Paul Cezanne, 'The Stove in the Studio', about 1865
Full title | The Stove in the Studio |
---|---|
Artist | Paul Cezanne |
Artist dates | 1839 - 1906 |
Date made | about 1865 |
Medium and support | oil on canvas |
Dimensions | 41 × 30 cm |
Inscription summary | Signed |
Acquisition credit | Acquired from the estate of Mrs Helen Chester Beatty under the acceptance-in-lieu procedure, 1992 |
Inventory number | NG6509 |
Location | Not on display |
Collection | Main Collection |
During the 1860s Cezanne divided his time between his family home in Aix-en-Provence and Paris, where this picture was probably painted. It evokes the privation of his Bohemian existence in the capital. Cezanne has rearranged the objects in his studio, and we see them from a high viewpoint, as though he is looking down on them from his easel. On the right a single flower stands in a vase on a table. Behind the stove is a canvas on its stretcher frame, while a palette and what may be a small picture hang on the wall at the left.

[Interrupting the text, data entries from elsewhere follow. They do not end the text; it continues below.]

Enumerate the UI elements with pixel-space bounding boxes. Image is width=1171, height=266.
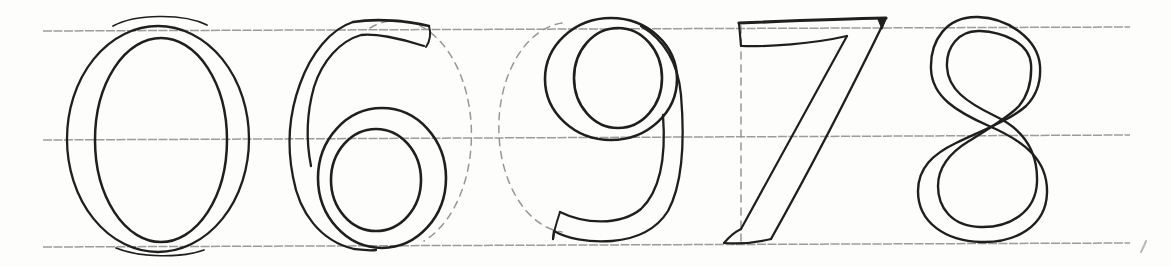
numerals-sketch xyxy=(0,0,1171,266)
scanned-lettering-sheet xyxy=(0,0,1171,266)
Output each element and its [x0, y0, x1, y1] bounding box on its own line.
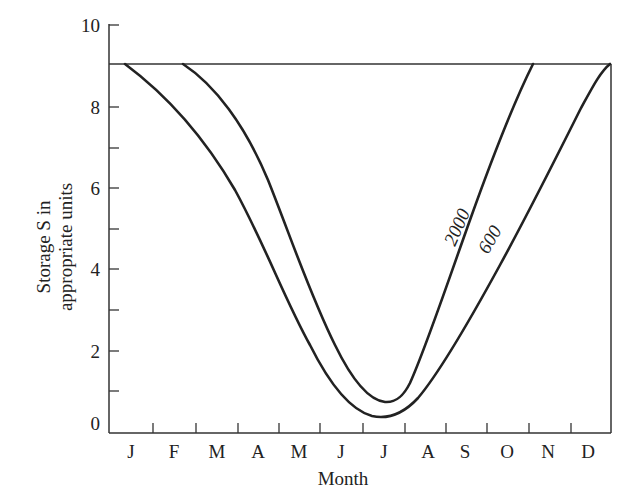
- y-tick-labels: 10 8 6 4 2 0: [81, 15, 101, 434]
- y-tick-label: 8: [91, 97, 101, 118]
- x-tick-label: O: [500, 441, 514, 462]
- x-tick-label: D: [581, 441, 595, 462]
- y-tick-label: 10: [81, 15, 100, 36]
- x-tick-label: J: [337, 441, 344, 462]
- curve-600: [125, 64, 610, 417]
- x-tick-label: N: [541, 441, 555, 462]
- x-tick-label: A: [421, 441, 435, 462]
- y-tick-label: 0: [91, 413, 101, 434]
- y-ticks: [109, 25, 119, 391]
- x-axis-title: Month: [318, 468, 369, 489]
- x-tick-label: F: [169, 441, 180, 462]
- x-tick-label: J: [380, 441, 387, 462]
- x-tick-labels: J F M A M J J A S O N D: [127, 441, 595, 462]
- x-tick-label: S: [460, 441, 471, 462]
- chart: 10 8 6 4 2 0 J F M A M J J A S O N D Mon…: [0, 0, 634, 502]
- curve-label-2000: 2000: [439, 205, 474, 249]
- x-tick-label: M: [209, 441, 226, 462]
- y-axis-title-line1: Storage S in: [33, 200, 54, 293]
- curve-label-600: 600: [473, 221, 506, 257]
- x-tick-label: M: [291, 441, 308, 462]
- y-tick-label: 4: [91, 259, 101, 280]
- y-axis-title-line2: appropriate units: [55, 183, 76, 311]
- x-tick-label: J: [127, 441, 134, 462]
- y-tick-label: 2: [91, 341, 101, 362]
- x-tick-label: A: [251, 441, 265, 462]
- y-tick-label: 6: [91, 178, 101, 199]
- y-axis-title: Storage S in appropriate units: [33, 183, 76, 311]
- x-ticks: [153, 423, 571, 433]
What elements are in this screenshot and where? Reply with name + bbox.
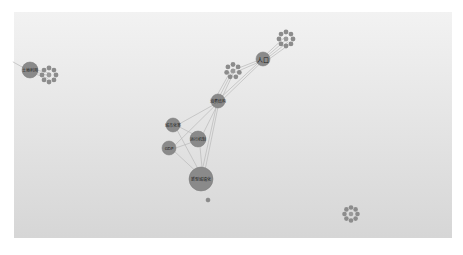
leaf-node[interactable] [237, 70, 242, 75]
leaf-node[interactable] [279, 32, 284, 37]
leaf-node[interactable] [228, 74, 233, 79]
node-label: 消费结构 [210, 98, 226, 104]
leaf-node[interactable] [349, 205, 354, 210]
node-cluster[interactable] [342, 205, 360, 223]
leaf-node[interactable] [289, 42, 294, 47]
leaf-node[interactable] [279, 42, 284, 47]
leaf-node[interactable] [353, 216, 358, 221]
leaf-node[interactable] [284, 44, 289, 49]
leaf-node[interactable] [231, 62, 236, 67]
leaf-node[interactable] [52, 78, 57, 83]
leaf-node[interactable] [344, 207, 349, 212]
leaf-node[interactable] [226, 65, 231, 70]
leaf-node[interactable] [42, 68, 47, 73]
node-label: 城市化率 [165, 122, 181, 128]
leaf-node[interactable] [47, 66, 52, 71]
leaf-node[interactable] [342, 212, 347, 217]
leaf-node[interactable] [40, 73, 45, 78]
leaf-node[interactable] [233, 74, 238, 79]
leaf-node[interactable] [349, 212, 354, 217]
leaf-node[interactable] [355, 212, 360, 217]
leaf-node[interactable] [349, 218, 354, 223]
leaf-node[interactable] [47, 80, 52, 85]
leaf-node[interactable] [291, 37, 296, 42]
graph-node[interactable]: 消费结构 [210, 94, 226, 108]
leaf-node[interactable] [289, 32, 294, 37]
leaf-node[interactable] [42, 78, 47, 83]
leaf-node[interactable] [277, 37, 282, 42]
graph-node[interactable]: 运行机制 [190, 131, 206, 147]
node-cluster[interactable] [40, 66, 59, 85]
node-label: 新型城镇化 [191, 176, 211, 182]
node-circle[interactable] [206, 198, 210, 202]
leaf-node[interactable] [47, 73, 52, 78]
leaf-node[interactable] [284, 37, 289, 42]
leaf-node[interactable] [231, 69, 236, 74]
node-label: 土地利用 [22, 67, 38, 73]
leaf-node[interactable] [344, 216, 349, 221]
network-graph[interactable]: 土地利用人口消费结构城市化率运行机制GDP新型城镇化 [0, 0, 463, 255]
leaf-node[interactable] [236, 65, 241, 70]
graph-node[interactable]: 人口 [256, 52, 270, 66]
node-cluster[interactable] [224, 62, 241, 79]
edge-layer [13, 37, 290, 179]
edge [218, 59, 263, 101]
graph-node[interactable]: 城市化率 [165, 118, 181, 132]
node-label: 运行机制 [190, 136, 206, 142]
leaf-node[interactable] [353, 207, 358, 212]
node-cluster[interactable] [277, 30, 296, 49]
cluster-layer [40, 30, 360, 223]
node-label: 人口 [257, 56, 269, 64]
graph-node[interactable] [206, 198, 210, 202]
graph-node[interactable]: GDP [162, 141, 176, 155]
graph-node[interactable]: 新型城镇化 [189, 167, 213, 191]
leaf-node[interactable] [52, 68, 57, 73]
graph-node[interactable]: 土地利用 [22, 62, 38, 78]
node-label: GDP [165, 146, 174, 151]
leaf-node[interactable] [284, 30, 289, 35]
leaf-node[interactable] [224, 70, 229, 75]
leaf-node[interactable] [54, 73, 59, 78]
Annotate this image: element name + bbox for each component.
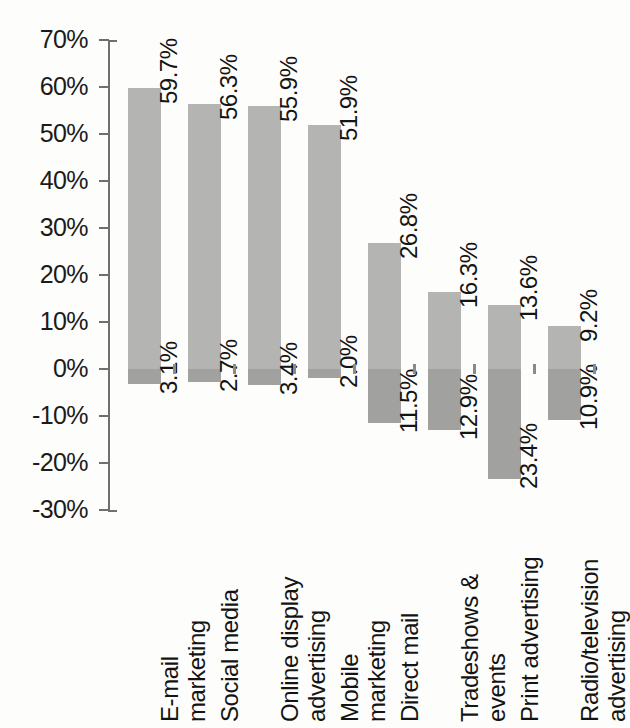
y-axis-tick-label: 50% <box>0 121 88 146</box>
x-axis-category-label: Online displayadvertising <box>276 577 330 722</box>
zero-axis-tick <box>593 364 596 374</box>
bar-positive <box>308 125 341 369</box>
bar-value-label-positive: 9.2% <box>577 289 601 342</box>
category-label-line-2: advertising <box>603 559 630 722</box>
bar-value-label-negative: 23.4% <box>517 423 541 489</box>
category-label-line-1: E-mail <box>156 656 183 722</box>
category-label-line-2: marketing <box>363 620 390 722</box>
y-axis-tick-label: 30% <box>0 215 88 240</box>
category-label-line-2: advertising <box>303 577 330 722</box>
category-label-line-2: marketing <box>183 620 210 722</box>
category-label-line-2: events <box>483 574 510 722</box>
x-axis-category-label: Print advertising <box>516 557 543 722</box>
category-label-line-1: Radio/television <box>576 559 603 722</box>
zero-axis-tick <box>293 364 296 374</box>
category-label-line-1: Social media <box>216 589 243 722</box>
bar-value-label-negative: 12.9% <box>457 374 481 440</box>
bar-value-label-negative: 3.1% <box>157 341 181 394</box>
bar-value-label-negative: 11.5% <box>397 369 421 433</box>
y-axis-tick-label: -20% <box>0 450 88 475</box>
y-axis-tick-label: -10% <box>0 403 88 428</box>
x-axis-category-label: Direct mail <box>396 613 423 722</box>
zero-axis-tick <box>353 364 356 374</box>
y-axis-tick-label: 40% <box>0 168 88 193</box>
x-axis-category-label: Social media <box>216 589 243 722</box>
bar-value-label-positive: 59.7% <box>157 39 181 105</box>
bar-value-label-positive: 51.9% <box>337 76 361 142</box>
y-axis-tick-label: -30% <box>0 497 88 522</box>
y-axis-tick-label: 60% <box>0 74 88 99</box>
category-label-line-1: Direct mail <box>396 613 423 722</box>
bar-value-label-positive: 13.6% <box>517 256 541 322</box>
plot-area: 59.7%3.1%56.3%2.7%55.9%3.4%51.9%2.0%26.8… <box>108 40 625 512</box>
bar-value-label-negative: 2.0% <box>337 336 361 389</box>
bar-positive <box>188 104 221 369</box>
zero-axis-tick <box>413 364 416 374</box>
category-label-line-1: Mobile <box>336 654 363 722</box>
category-label-line-1: Print advertising <box>516 557 543 722</box>
category-label-line-1: Tradeshows & <box>456 574 483 722</box>
zero-axis-tick <box>473 364 476 374</box>
x-axis-category-label: Mobilemarketing <box>336 620 390 722</box>
y-axis-tick-label: 0% <box>0 356 88 381</box>
bar-value-label-negative: 3.4% <box>277 342 301 395</box>
category-label-line-1: Online display <box>276 577 303 722</box>
x-axis-category-label: Tradeshows &events <box>456 574 510 722</box>
x-axis-category-label: Radio/televisionadvertising <box>576 559 630 722</box>
bar-value-label-negative: 2.7% <box>217 339 241 392</box>
bar-value-label-negative: 10.9% <box>577 365 601 431</box>
bar-positive <box>368 243 401 369</box>
zero-axis-tick <box>533 364 536 374</box>
y-axis-tick-label: 10% <box>0 309 88 334</box>
zero-axis-tick <box>233 364 236 374</box>
bar-value-label-positive: 16.3% <box>457 243 481 309</box>
bar-value-label-positive: 55.9% <box>277 57 301 123</box>
zero-axis-tick <box>173 364 176 374</box>
bar-positive <box>248 106 281 369</box>
bar-positive <box>128 88 161 369</box>
bar-value-label-positive: 56.3% <box>217 55 241 121</box>
bar-value-label-positive: 26.8% <box>397 193 421 259</box>
x-axis-category-label: E-mailmarketing <box>156 620 210 722</box>
y-axis-tick-label: 20% <box>0 262 88 287</box>
y-axis-tick-label: 70% <box>0 27 88 52</box>
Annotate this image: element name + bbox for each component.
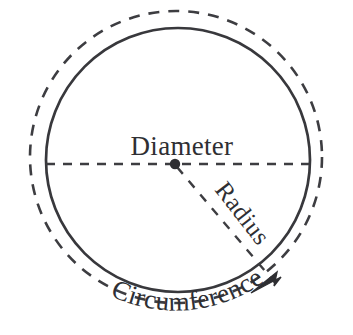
- circumference-label: Circumference: [108, 262, 269, 317]
- circle-diagram-figure: Diameter Radius Circumference: [0, 0, 353, 335]
- radius-label: Radius: [210, 176, 276, 249]
- diagram-canvas: Diameter Radius Circumference: [0, 0, 353, 335]
- circumference-label-textpath: Circumference: [108, 262, 269, 317]
- diameter-label: Diameter: [131, 131, 234, 161]
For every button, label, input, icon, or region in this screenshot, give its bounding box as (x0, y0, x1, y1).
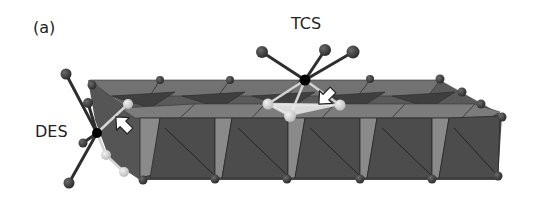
des-site-label: DES (35, 124, 68, 140)
octahedra-slab (88, 75, 507, 185)
crystal-structure-figure: (a) DES TCS (0, 0, 546, 216)
tcs-site-label: TCS (291, 16, 321, 32)
octahedral-slab-diagram (0, 0, 546, 216)
panel-label: (a) (33, 20, 55, 36)
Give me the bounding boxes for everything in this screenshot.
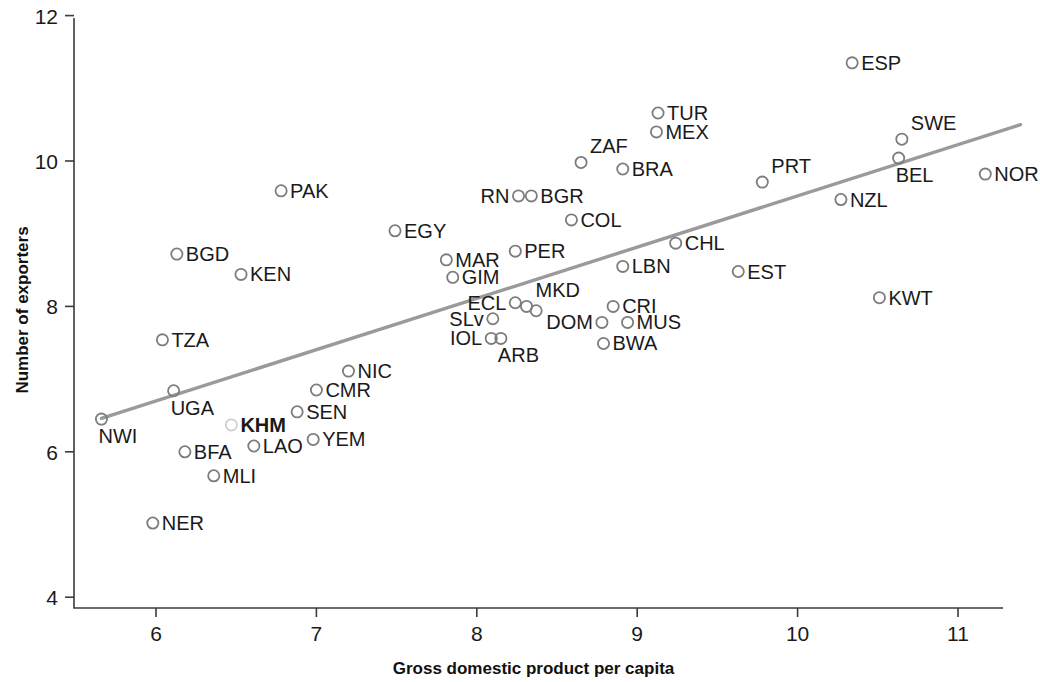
point-marker[interactable] [208,470,219,481]
point-marker[interactable] [847,57,858,68]
x-tick-label: 10 [786,622,809,645]
point-marker[interactable] [487,313,498,324]
data-point[interactable]: MLI [208,465,256,487]
data-point[interactable]: IOL [450,327,497,349]
point-label: MLI [223,465,256,487]
point-marker[interactable] [147,517,158,528]
point-label: BWA [613,332,658,354]
data-point[interactable]: LAO [248,435,303,457]
point-label: EST [747,261,786,283]
point-marker[interactable] [575,157,586,168]
point-marker[interactable] [652,107,663,118]
point-marker[interactable] [510,246,521,257]
point-label: ECL [467,292,506,314]
point-label: KEN [250,263,291,285]
point-label: BGD [186,243,229,265]
point-label: PRT [771,155,811,177]
data-point[interactable]: MEX [651,121,709,143]
point-marker[interactable] [276,185,287,196]
point-label: PER [524,240,565,262]
data-point[interactable]: ESP [847,52,902,74]
data-point[interactable]: SEN [292,401,348,423]
data-point[interactable]: CMR [311,379,371,401]
point-marker[interactable] [441,254,452,265]
data-point[interactable]: EST [733,261,787,283]
data-point[interactable]: BRA [617,158,673,180]
point-marker[interactable] [608,301,619,312]
point-label: LBN [632,255,671,277]
point-marker[interactable] [757,176,768,187]
point-marker[interactable] [389,225,400,236]
point-marker[interactable] [617,261,628,272]
data-point[interactable]: BFA [179,441,232,463]
point-marker[interactable] [343,366,354,377]
point-marker[interactable] [835,194,846,205]
data-point[interactable]: DOM [546,311,607,333]
data-point[interactable]: KHM [226,414,286,436]
data-point[interactable]: ARB [495,333,539,367]
data-point[interactable]: KEN [235,263,291,285]
point-marker[interactable] [526,190,537,201]
point-marker[interactable] [622,317,633,328]
point-label: KWT [888,287,932,309]
data-point[interactable]: BGD [171,243,229,265]
data-point[interactable] [531,305,542,316]
point-marker[interactable] [171,248,182,259]
x-tick: 7 [311,608,323,645]
point-marker[interactable] [513,190,524,201]
data-point[interactable]: MKD [521,279,580,312]
y-tick: 12 [35,5,74,28]
point-label: LAO [263,435,303,457]
data-point[interactable]: NZL [835,189,887,211]
point-marker[interactable] [292,406,303,417]
point-marker[interactable] [651,126,662,137]
point-marker[interactable] [733,266,744,277]
point-marker[interactable] [510,297,521,308]
data-point[interactable]: KWT [874,287,933,309]
x-axis-title: Gross domestic product per capita [393,659,675,678]
data-point[interactable]: EGY [389,220,446,242]
x-tick: 6 [150,608,162,645]
data-point[interactable]: PAK [276,180,330,202]
data-point[interactable]: BWA [598,332,658,354]
data-point[interactable]: PRT [757,155,811,188]
point-marker[interactable] [308,434,319,445]
point-marker[interactable] [598,338,609,349]
point-marker[interactable] [531,305,542,316]
point-label: BEL [896,164,934,186]
data-point[interactable]: SWE [896,112,956,145]
point-label: NWI [98,425,137,447]
point-marker[interactable] [226,419,237,430]
point-marker[interactable] [670,238,681,249]
point-marker[interactable] [566,214,577,225]
point-marker[interactable] [157,334,168,345]
point-label: NOR [994,163,1038,185]
data-point[interactable]: NOR [980,163,1039,185]
point-label: RN [481,185,510,207]
point-marker[interactable] [248,440,259,451]
point-marker[interactable] [447,272,458,283]
point-marker[interactable] [617,163,628,174]
y-tick-label: 6 [46,441,58,464]
data-point[interactable]: BGR [526,185,584,207]
point-marker[interactable] [596,317,607,328]
data-point[interactable]: ECL [467,292,521,314]
point-label: YEM [322,428,365,450]
data-point[interactable]: LBN [617,255,671,277]
point-marker[interactable] [235,269,246,280]
data-point[interactable]: YEM [308,428,366,450]
x-tick-label: 11 [947,622,969,645]
data-point[interactable]: COL [566,209,622,231]
point-marker[interactable] [980,168,991,179]
point-label: PAK [290,180,329,202]
point-marker[interactable] [896,134,907,145]
point-marker[interactable] [179,446,190,457]
point-label: BFA [194,441,232,463]
data-point[interactable]: PER [510,240,566,262]
data-point[interactable]: RN [481,185,524,207]
data-point[interactable]: TZA [157,329,210,351]
point-marker[interactable] [874,292,885,303]
point-marker[interactable] [311,384,322,395]
x-tick: 10 [786,608,809,645]
data-point[interactable]: NER [147,512,204,534]
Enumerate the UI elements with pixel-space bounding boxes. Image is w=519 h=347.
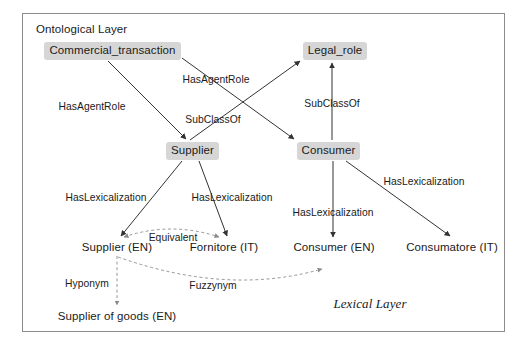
- ontology-diagram: Commercial_transactionLegal_roleSupplier…: [0, 0, 519, 347]
- lexical-node-consumer_en[interactable]: Consumer (EN): [293, 242, 374, 254]
- ontological-layer-title: Ontological Layer: [36, 24, 127, 36]
- ontology-node-commercial_transaction[interactable]: Commercial_transaction: [44, 42, 181, 60]
- ontology-node-legal_role[interactable]: Legal_role: [303, 42, 367, 60]
- edge-ct-to-supplier: [108, 61, 186, 139]
- edge-label-consumer-to-consumatore-it: HasLexicalization: [384, 177, 465, 187]
- edge-label-consumer-to-legal-role: SubClassOf: [304, 99, 359, 109]
- ontology-node-supplier[interactable]: Supplier: [166, 142, 219, 160]
- edge-label-supplier-en-fuzzynym-consumer-en: Fuzzynym: [189, 281, 236, 291]
- edge-label-ct-to-supplier: HasAgentRole: [59, 102, 126, 112]
- edge-label-supplier-to-fornitore-it: HasLexicalization: [192, 193, 273, 203]
- lexical-node-supplier_en[interactable]: Supplier (EN): [82, 242, 152, 254]
- edge-consumer-to-consumatore-it: [346, 161, 450, 236]
- edge-label-consumer-to-consumer-en: HasLexicalization: [293, 208, 374, 218]
- lexical-node-fornitore_it[interactable]: Fornitore (IT): [190, 242, 259, 254]
- edge-supplier-to-legal-role: [190, 61, 300, 140]
- edge-supplier-en-fuzzynym-consumer-en: [118, 257, 322, 280]
- edge-label-supplier-en-equivalent-fornitore-it: Equivalent: [149, 233, 198, 243]
- lexical-layer-title: Lexical Layer: [333, 297, 406, 310]
- ontology-node-consumer[interactable]: Consumer: [297, 142, 360, 160]
- edge-ct-to-consumer: [182, 58, 294, 139]
- edge-label-supplier-en-hyponym-supplier-of-goods: Hyponym: [65, 279, 109, 289]
- edge-label-supplier-to-legal-role: SubClassOf: [185, 115, 240, 125]
- lexical-node-supplier_of_goods_en[interactable]: Supplier of goods (EN): [58, 311, 177, 323]
- edge-label-ct-to-consumer: HasAgentRole: [183, 75, 250, 85]
- lexical-node-consumatore_it[interactable]: Consumatore (IT): [406, 242, 498, 254]
- edge-label-supplier-to-supplier-en: HasLexicalization: [66, 193, 147, 203]
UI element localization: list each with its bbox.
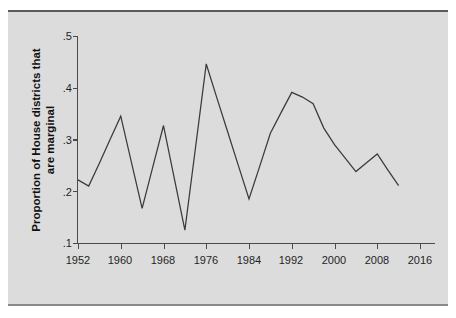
data-series-line xyxy=(78,64,399,230)
x-tick-label-1952: 1952 xyxy=(66,254,90,266)
x-tick-label-1984: 1984 xyxy=(237,254,261,266)
y-tick-label-3: .3 xyxy=(63,134,72,146)
x-tick-label-2000: 2000 xyxy=(322,254,346,266)
y-tick-label-group: .5 .4 .3 .2 .1 xyxy=(63,30,72,249)
y-tick-label-4: .4 xyxy=(63,82,72,94)
x-tick-label-group: 1952 1960 1968 1976 1984 1992 2000 2008 … xyxy=(66,254,432,266)
y-tick-label-2: .2 xyxy=(63,186,72,198)
x-tick-marks xyxy=(79,244,421,250)
y-axis-title-line2: are marginal xyxy=(44,106,56,174)
x-tick-label-2008: 2008 xyxy=(365,254,389,266)
x-tick-label-1992: 1992 xyxy=(279,254,303,266)
line-chart-svg: .5 .4 .3 .2 .1 1952 1960 1968 1976 1984 … xyxy=(0,0,456,318)
y-axis-title: Proportion of House districts that are m… xyxy=(30,48,56,232)
x-tick-label-1968: 1968 xyxy=(151,254,175,266)
chart-figure: .5 .4 .3 .2 .1 1952 1960 1968 1976 1984 … xyxy=(0,0,456,318)
x-tick-label-1976: 1976 xyxy=(194,254,218,266)
y-tick-label-5: .5 xyxy=(63,30,72,42)
y-tick-label-1: .1 xyxy=(63,237,72,249)
y-tick-marks xyxy=(73,37,78,244)
x-tick-label-2016: 2016 xyxy=(408,254,432,266)
y-axis-title-line1: Proportion of House districts that xyxy=(30,48,42,232)
x-tick-label-1960: 1960 xyxy=(108,254,132,266)
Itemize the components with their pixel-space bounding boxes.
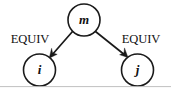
node-m-label: m (79, 12, 89, 27)
node-j: j (122, 54, 154, 86)
node-i: i (24, 54, 56, 86)
edge-label-m-to-j: EQUIV (122, 32, 160, 46)
diagram-canvas: m i j EQUIV EQUIV (0, 0, 171, 89)
edge-label-m-to-i: EQUIV (11, 32, 49, 46)
edge-line-m-to-i (52, 32, 73, 56)
equivalence-diagram: m i j EQUIV EQUIV (0, 0, 171, 89)
node-i-label: i (38, 62, 42, 77)
edge-m-to-i (49, 32, 72, 59)
node-m: m (68, 4, 100, 36)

Cezanne spent a great deal of time in Paris sketching in the Louvre, where he would have been able to study the work of Chardin. The scrutiny of everyday objects and simple frontal composition are particularly reminiscent of Chardin’s Copper Cistern, which was acquired by the Louvre in 1869.
The first owner of this work was Cezanne’s boyhood friend, the writer Emile Zola.